Is this a task I really enjoy doing?#section4
Running a business can involve hard work and long hours. If you feel you have to outsource bits of your job that you love doing because it makes most sense as a business, you may end up pretty miserable. For those of us running small software companies, it’s likely we have ended up here because we like to code. So it’s important to me that I spend some of my time actually writing code—even if it might be more sensible from a business perspective for me to just manage other people who are writing code.
I believe that our products and businesses are better when we love being involved with them. To have a successful business, it’s likely that you will always have important things to do that you find less enjoyable than designing or writing code, however I don’t think we should be beating ourselves over the head.

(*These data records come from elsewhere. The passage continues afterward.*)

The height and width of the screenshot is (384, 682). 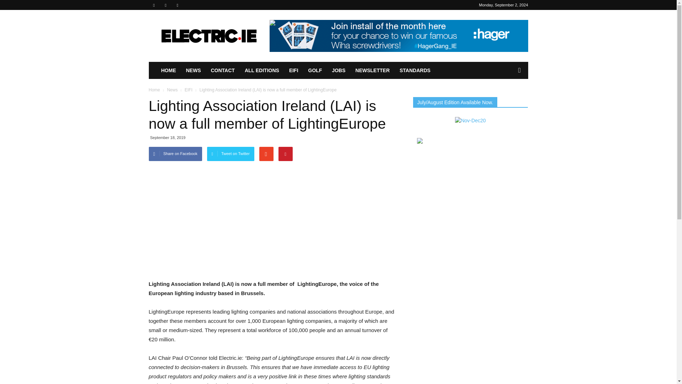 What do you see at coordinates (338, 70) in the screenshot?
I see `JOBS` at bounding box center [338, 70].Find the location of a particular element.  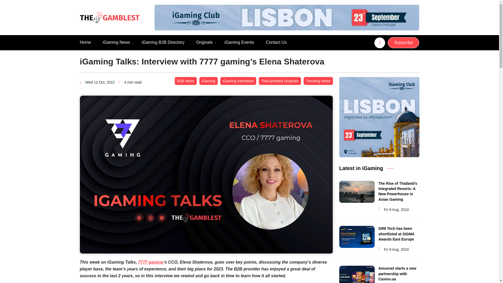

iGaming Events is located at coordinates (239, 42).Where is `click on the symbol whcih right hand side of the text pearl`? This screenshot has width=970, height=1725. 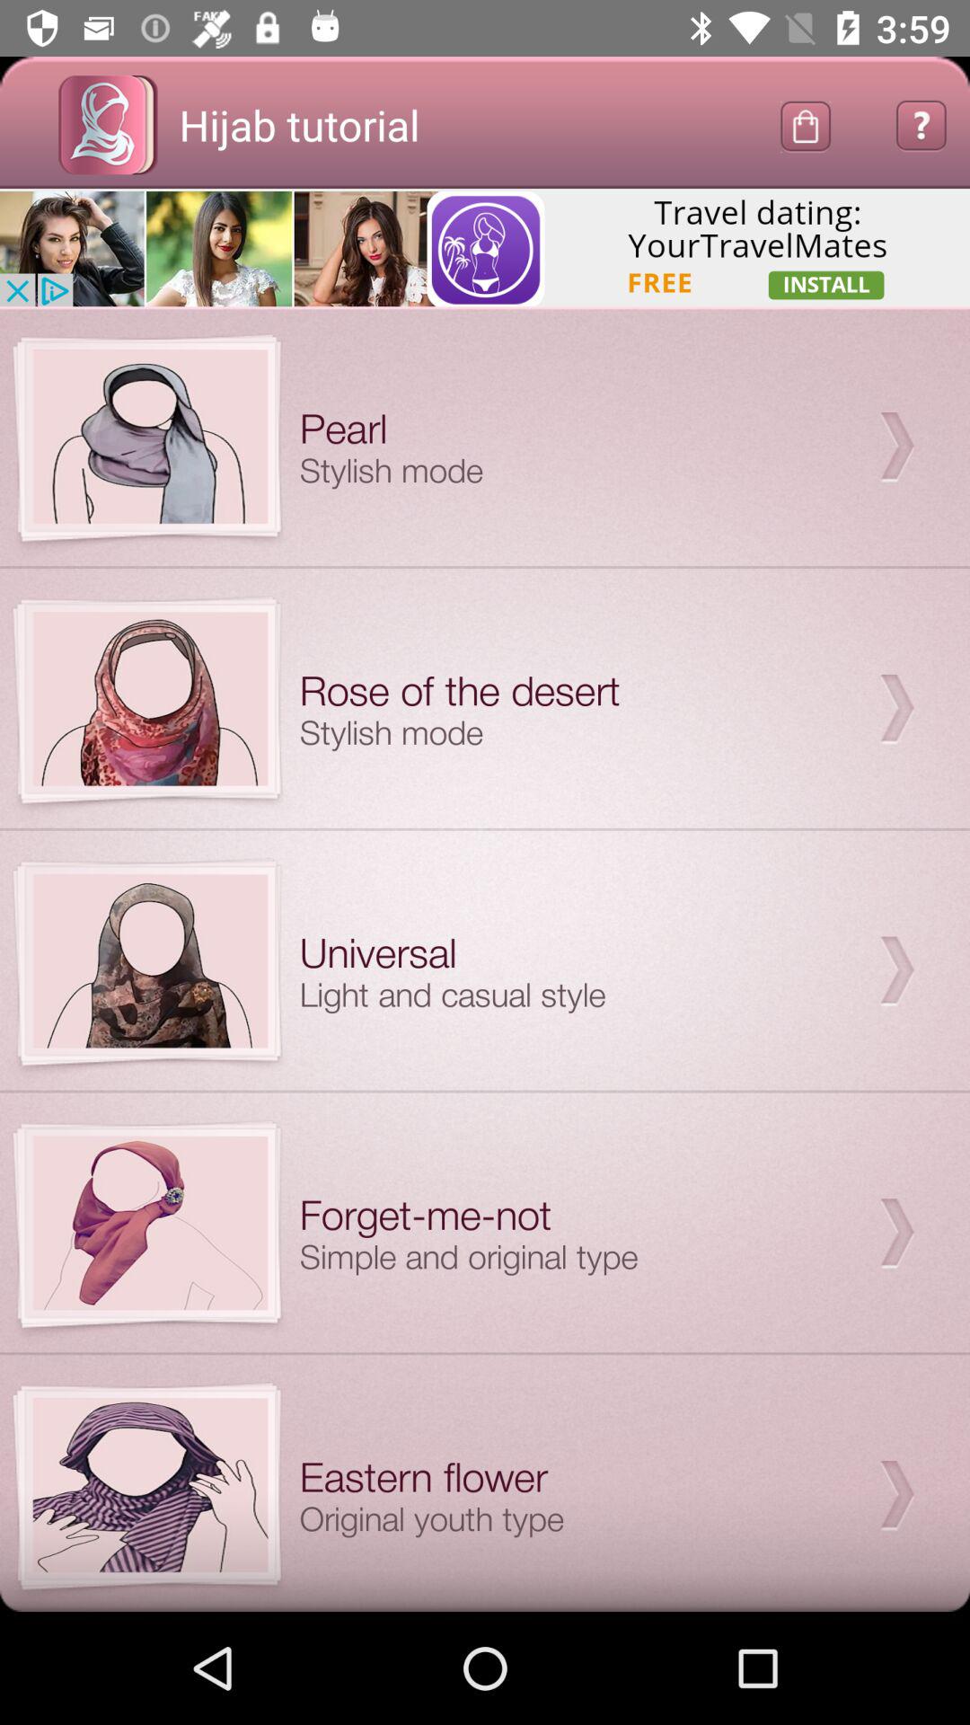
click on the symbol whcih right hand side of the text pearl is located at coordinates (897, 447).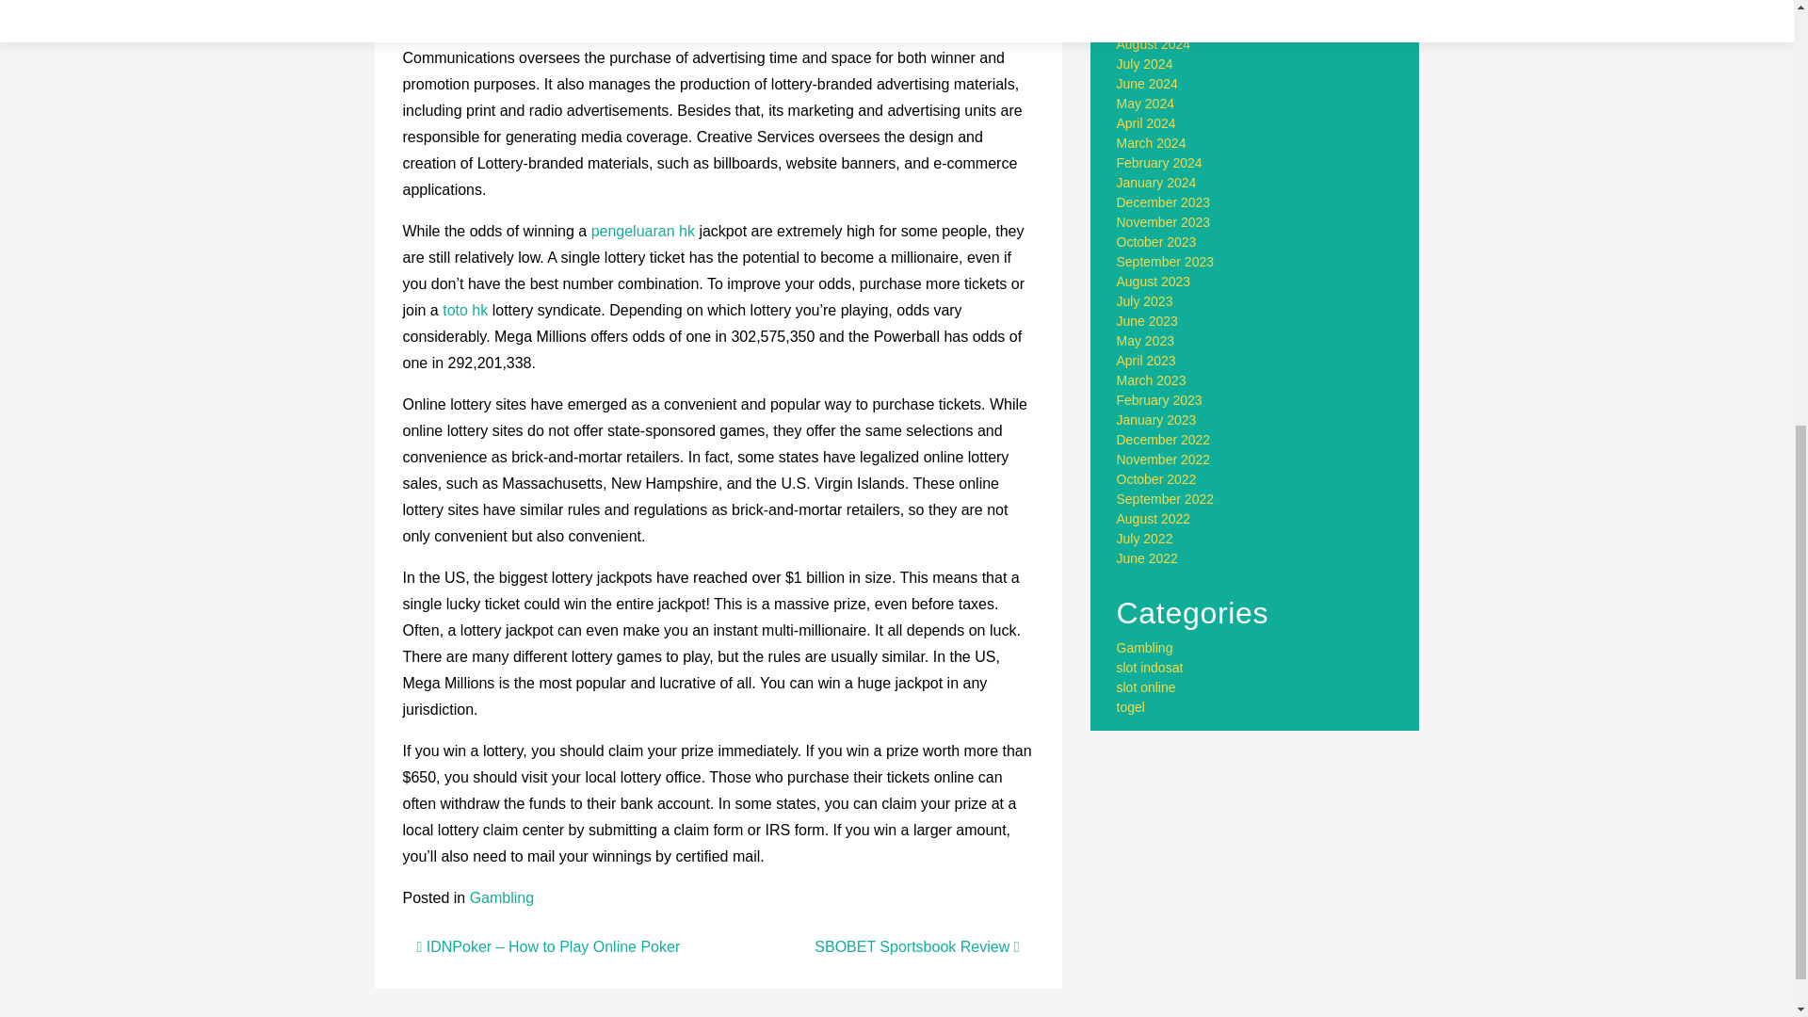 The width and height of the screenshot is (1808, 1017). I want to click on June 2023, so click(1147, 320).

Doing what we love is really what has been behind the success of our product. It is completely ok to hang onto some tasks because you simply enjoy doing them.

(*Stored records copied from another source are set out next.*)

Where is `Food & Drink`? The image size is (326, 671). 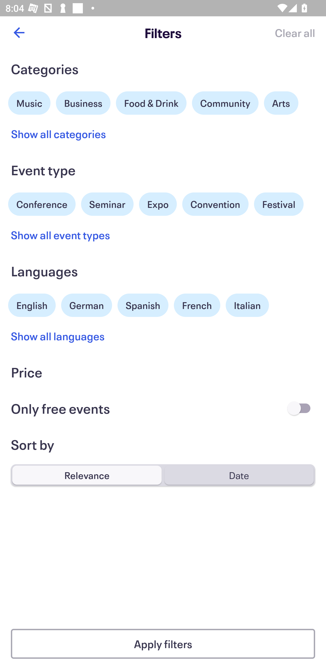 Food & Drink is located at coordinates (151, 103).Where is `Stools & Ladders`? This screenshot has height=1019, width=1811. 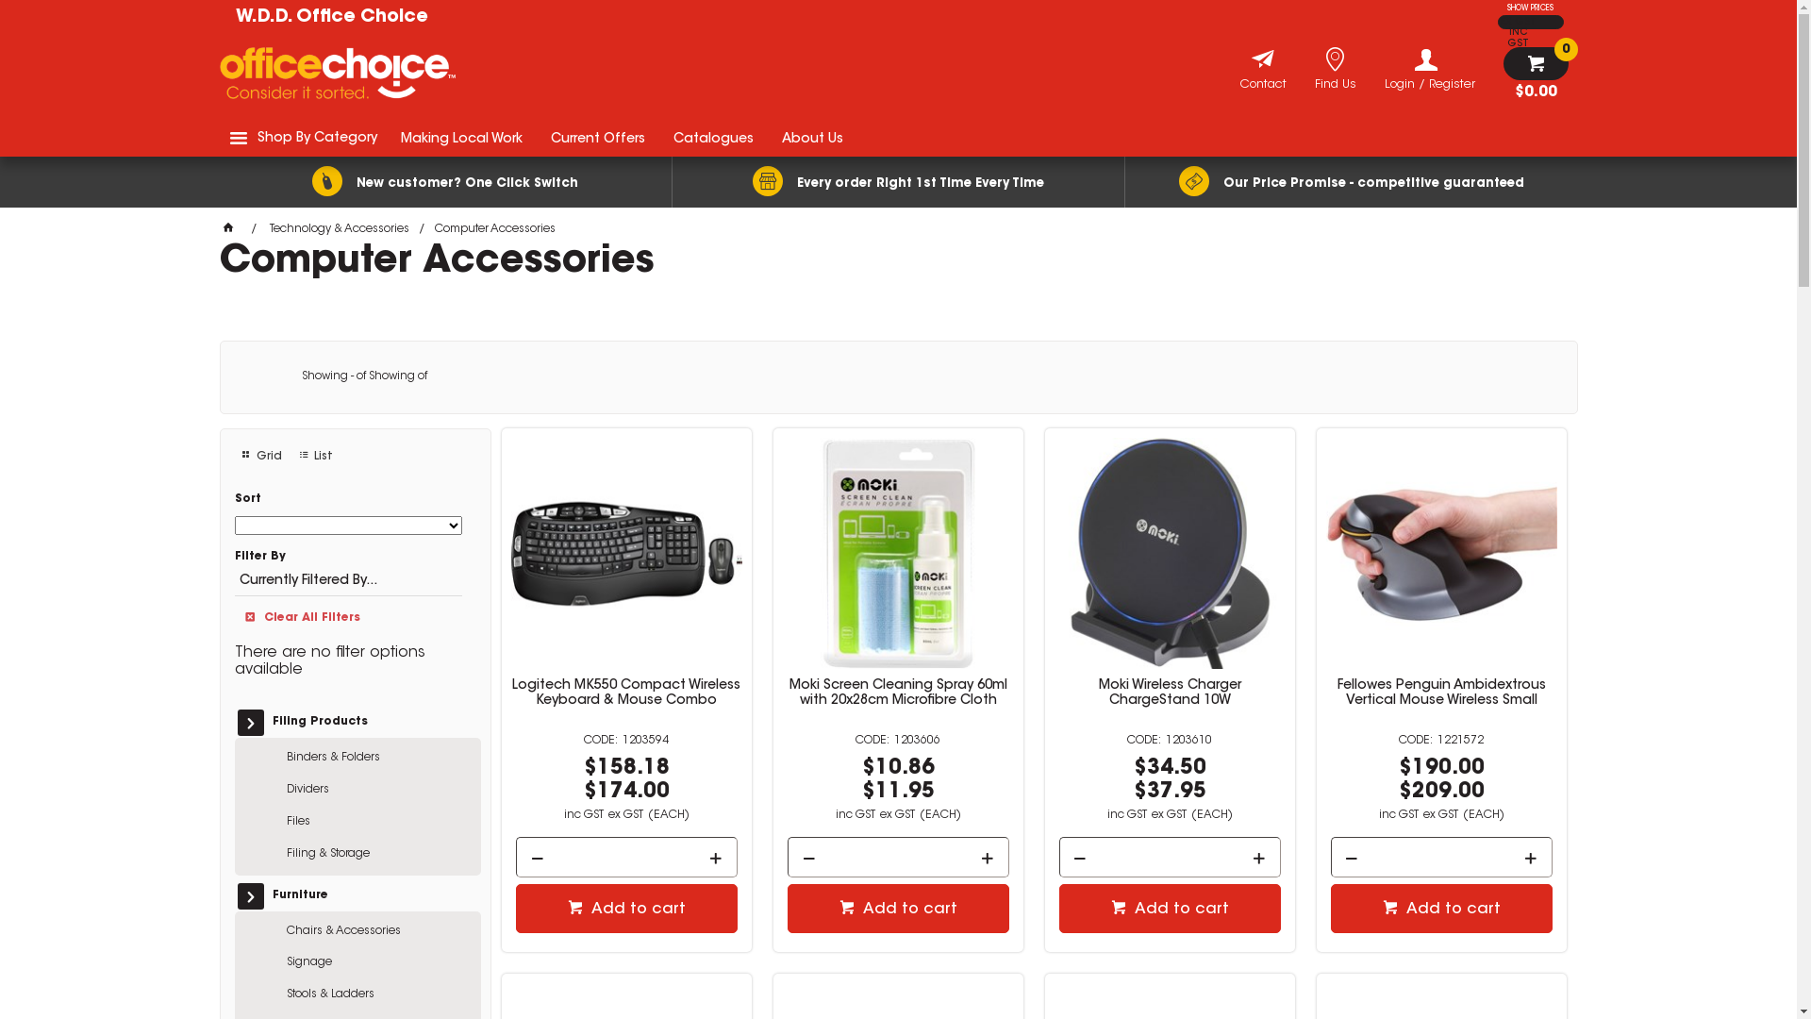
Stools & Ladders is located at coordinates (378, 995).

Will I learn anything new by doing this?#section5
I might really enjoy a particular project, but I find a helpful way to decide if I should do something or contract it out is to see whether I will learn anything new by doing it myself. For example, I have just sent out a sizeable chunk of front-end development. It is a rebuild of an existing site, and I think there are lots of practical and performance gains to be had by rebuilding it. It would have been nice to have done that work myself, but I wouldn’t have learned anything by doing it. Therefore I made the decision that this would be a good piece of work to outsource to a contractor. I can manage that project and make sure that I’m happy with the end result, but I don’t need to actually write the code.
Our business benefits by us having knowledge and understanding. I’m currently spending quite a lot of time learning about automation (using Puppet) and modern ways of managing systems while rebuilding our infrastructure. I could have brought someone in to do this work for me, and may well do so in future. Yet by updating my systems administration skills, I’m ensuring that within the business we maintain a good level of knowledge about our infrastructure.
What am I not doing if I choose to do this?#section6
As part of a tiny team of two, I’ll always have a number of tasks on the go. Ultimately, choosing to take on one task means not doing something else. It might be another task in the business that gets pushed back. It might be personal things like exercise, or spending time with family and friends. To be able to understand the implications of selecting one thing to work on over another, you need to have a really good overview of all the things that are trying to get your attention.
Having clear business goals and objectives in the first place can make this decision-making so much easier. When you find yourself in the position of being able to do anything, it is so easy to run around picking up tasks and trying to do everything. The trick is to take that step back; to see where you can be more strategic with which tasks you tackle and which you delegate. This approach can help you be far more productive and give you space to enjoy the work you are doing while meeting your business goals.